Terror group has now been ‘dismantled’, claim police
COUNTER-TERRORISM chiefs believe they have now dismantled an extreme right-wing terrorist group linked to an MP murder plot, and whose ranks included a British soldier and a police officer.
Alex Davies became the 19th person to be convicted of membership of banned group National Action after the 27-year-old was found guilty at Winchester Crown Court.
The group’s co-founder, from Swansea, was key in developing the organisation’s “neo-nazi” ideology, which had bid to build a “white supremacist homeland within the UK”.
Prosecutors at his trial described him as “probably the biggest Nazi of the lot”.
It followed conviction of the group’s fellow founder, 32-year-old Ben Raymond, of Swindon, who was found guilty at a separate trial of membership of a banned terrorist group.
Together, Davies and Raymond had worked since the group’s creation in 2013 in spreading an “ideology of hatred”, described as “incredibly dangerous” by counter-terrorism police.

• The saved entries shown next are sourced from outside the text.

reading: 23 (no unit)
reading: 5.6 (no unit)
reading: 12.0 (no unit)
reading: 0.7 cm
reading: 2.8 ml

“The risk National Action presented was clear,” said Superintendent Anthony Tagg, head of the West Midlands’ counter-terrorism unit, which led the investigation to break up National Action and Davies’ successor “continuity” group, NS131.

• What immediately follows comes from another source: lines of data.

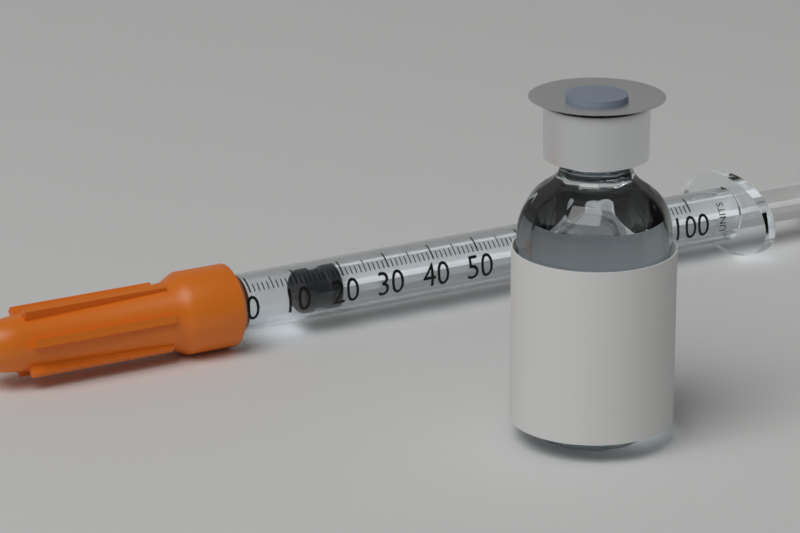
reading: 12 units
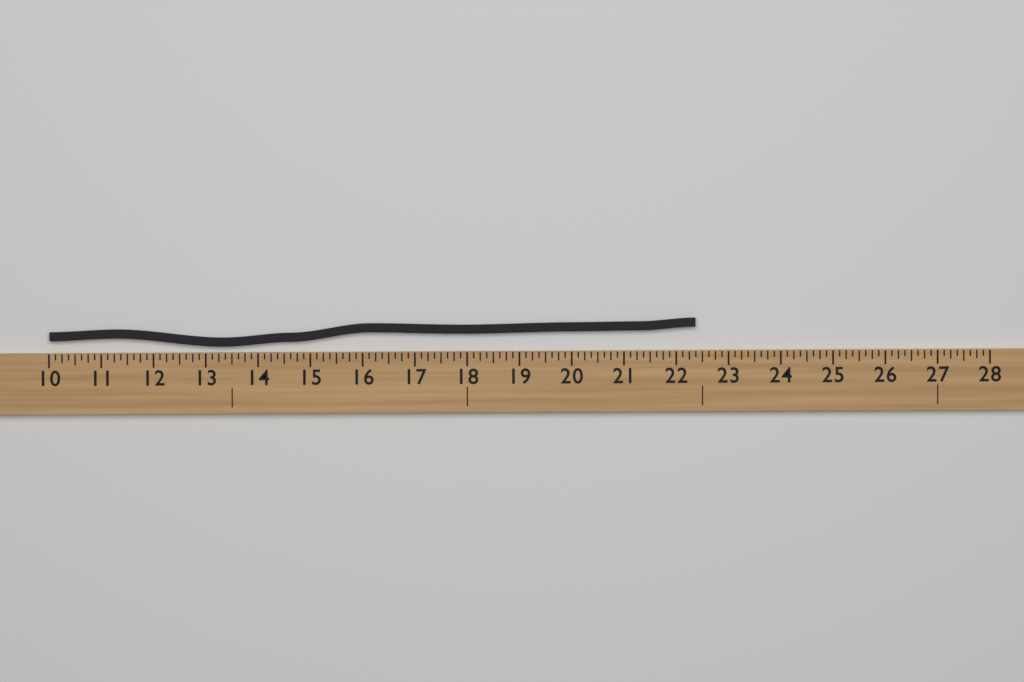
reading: 22.375 (no unit)
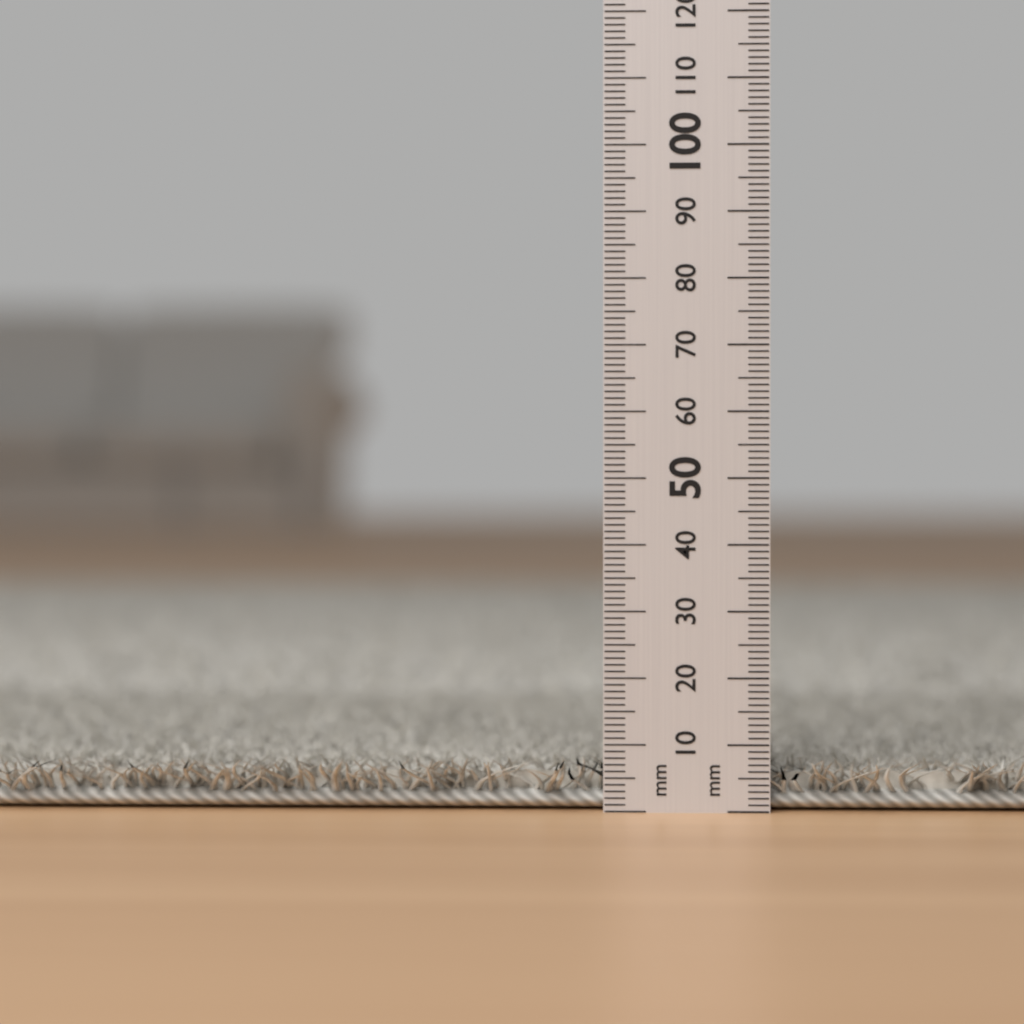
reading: 8 mm
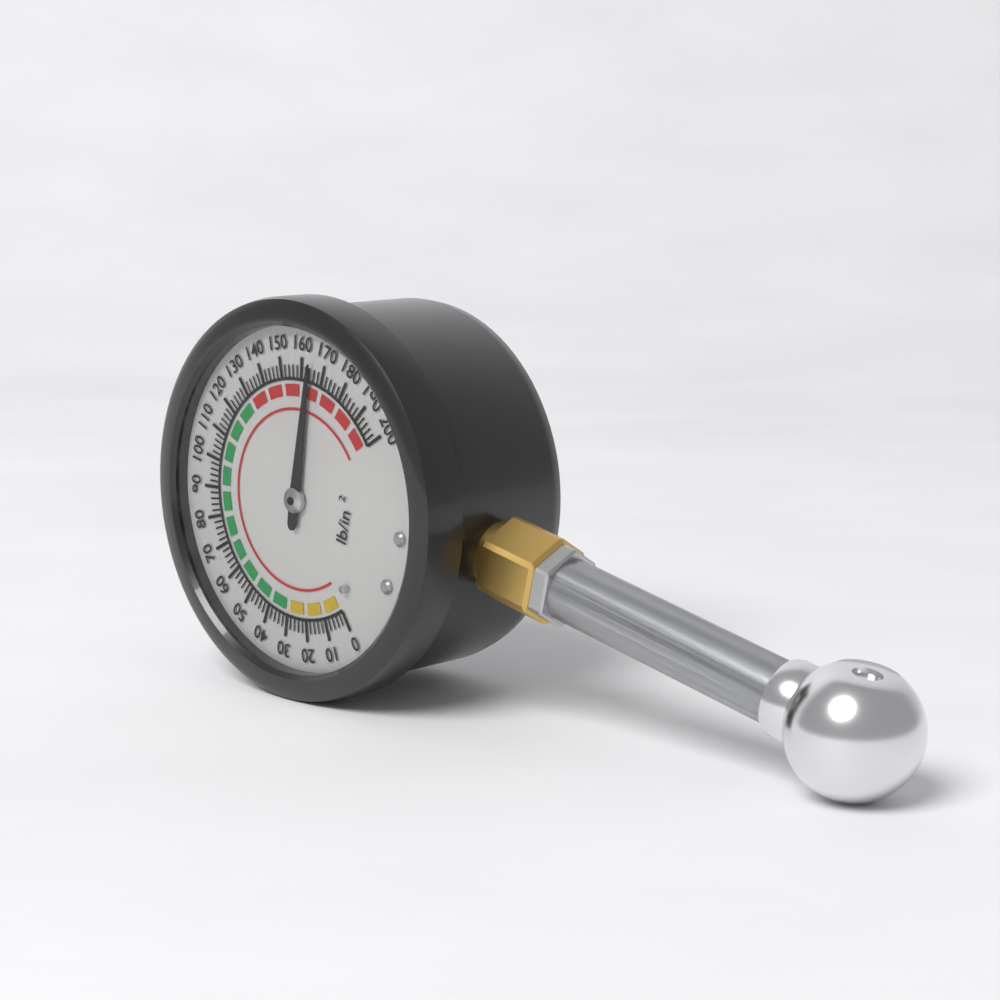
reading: 164 psi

The organisation was outlawed by then home secretary Amber Rudd at the end of 2016, who branded it “racist, antisemitic and homophobic”.

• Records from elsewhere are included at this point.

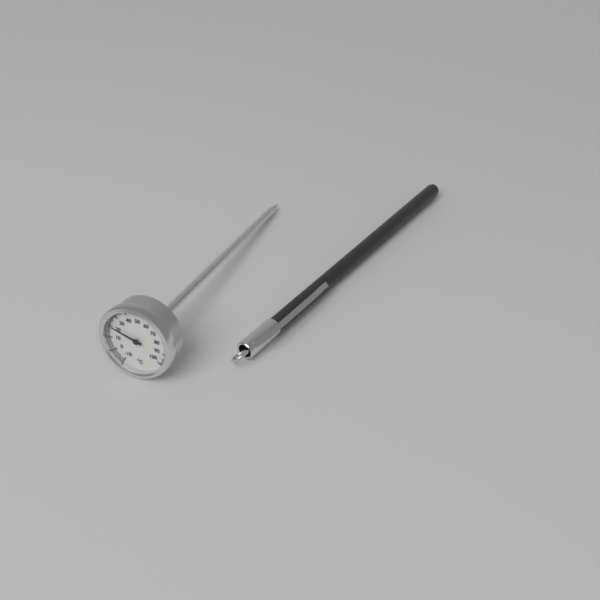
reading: 20 °C
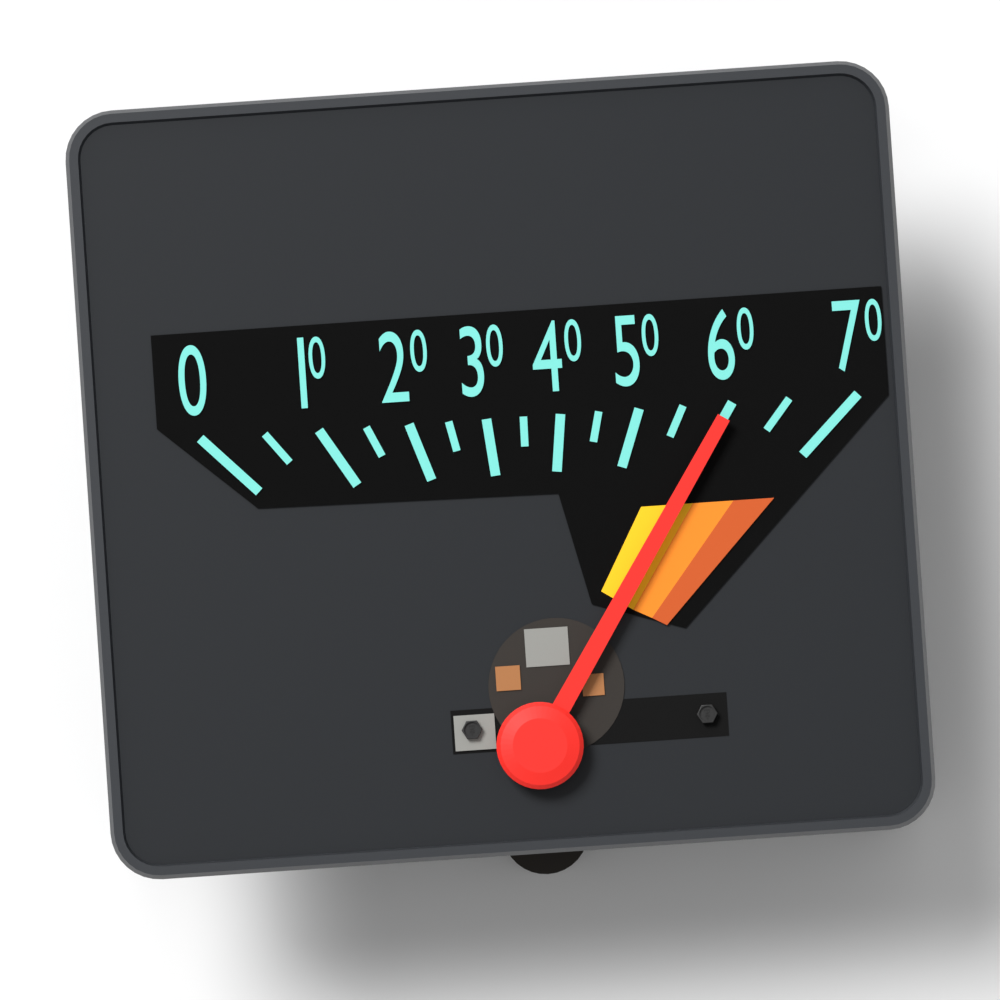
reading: 60 (no unit)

It became the first right-wing organisation to be banned since the Second World War.
Among those convicted of membership since December 2016 have been British soldier and Afghanistan veteran, Finnish-born Mikko Vehvilainen, and former Met probationary police officer Ben Hannam.
One of the group’s associates was convicted of making a working pipe bomb, while another, Jack Renshaw, of Skelmersdale, Lancashire, later admitted plotting to kill MP Rosie Cooper with a machete.
He was jailed for life with a minimum of 20 years.
Speaking after Davies’ trial, Mr Tagg said: “We’ve done a huge amount of work... to dismantle that prescribed organisation (and) to bring to justice those who were members of that organisation.
“I can’t sit here today and tell you that there aren’t individuals across the country who still hold extreme right-wing, racist ideological mindsets.
“But what I can assure you is that where where that is found, we will investigate them and we will bring those individuals to justice.”